:: Data shown

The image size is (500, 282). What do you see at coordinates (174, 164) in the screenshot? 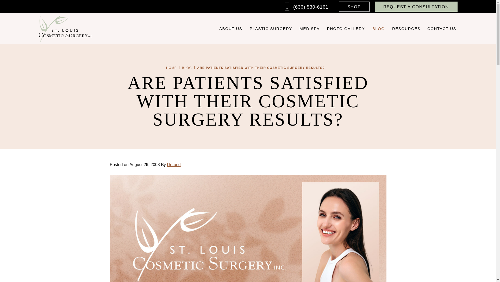
I see `View all posts by DrLund` at bounding box center [174, 164].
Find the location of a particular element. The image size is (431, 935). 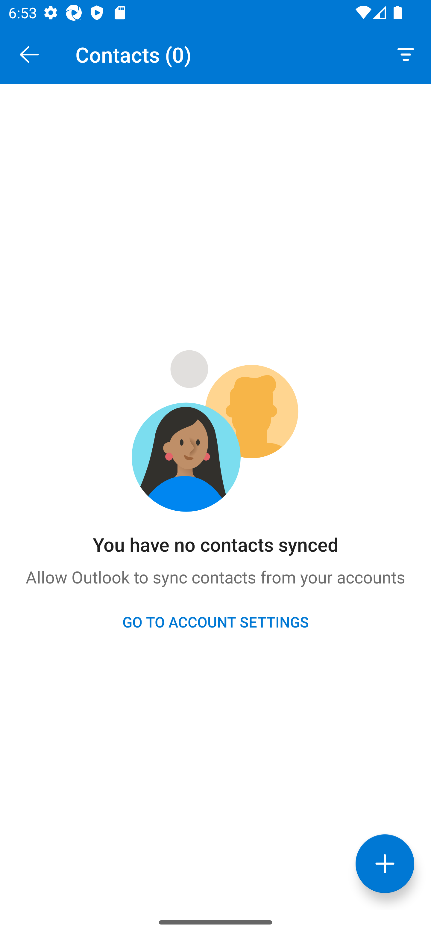

Add new contact is located at coordinates (385, 863).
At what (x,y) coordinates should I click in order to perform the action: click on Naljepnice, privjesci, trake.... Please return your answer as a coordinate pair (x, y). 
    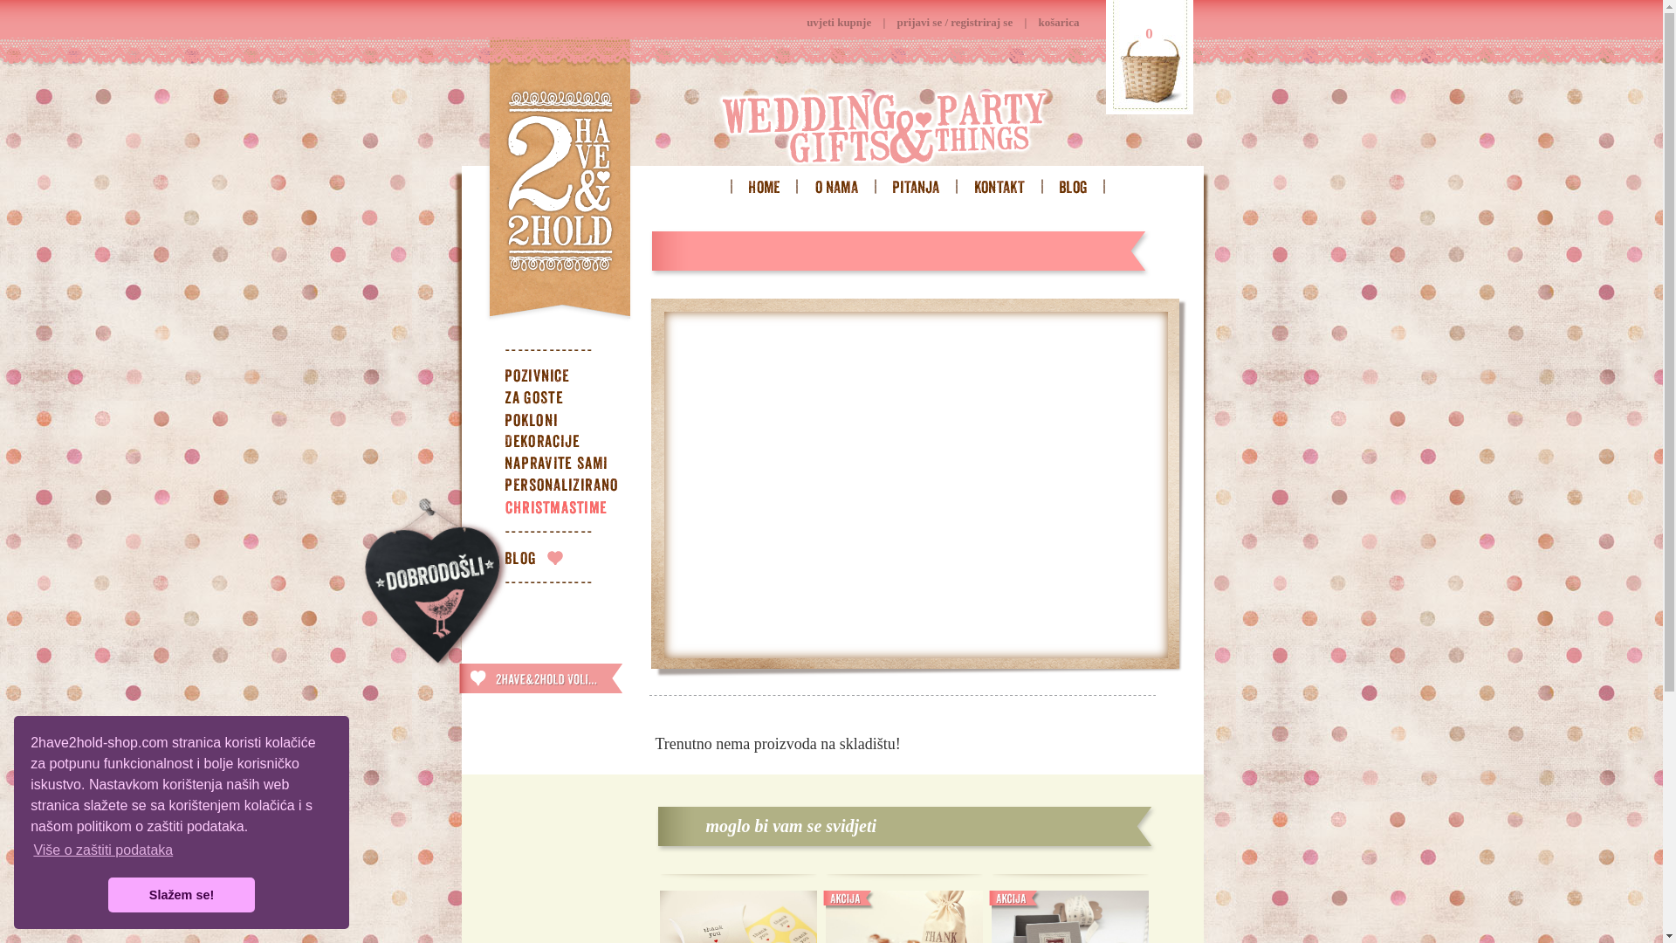
    Looking at the image, I should click on (570, 465).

::::

Action item – Pictures aside, print every line of the material exactly.

Solved problem –
The image size is (500, 282). What do you see at coordinates (174, 164) in the screenshot? 
I see `View all posts by DrLund` at bounding box center [174, 164].
Find the location of a particular element. The image size is (431, 935). 

Add new contact is located at coordinates (385, 863).
At what (x,y) coordinates should I click in order to perform the action: click on Naljepnice, privjesci, trake.... Please return your answer as a coordinate pair (x, y). 
    Looking at the image, I should click on (570, 465).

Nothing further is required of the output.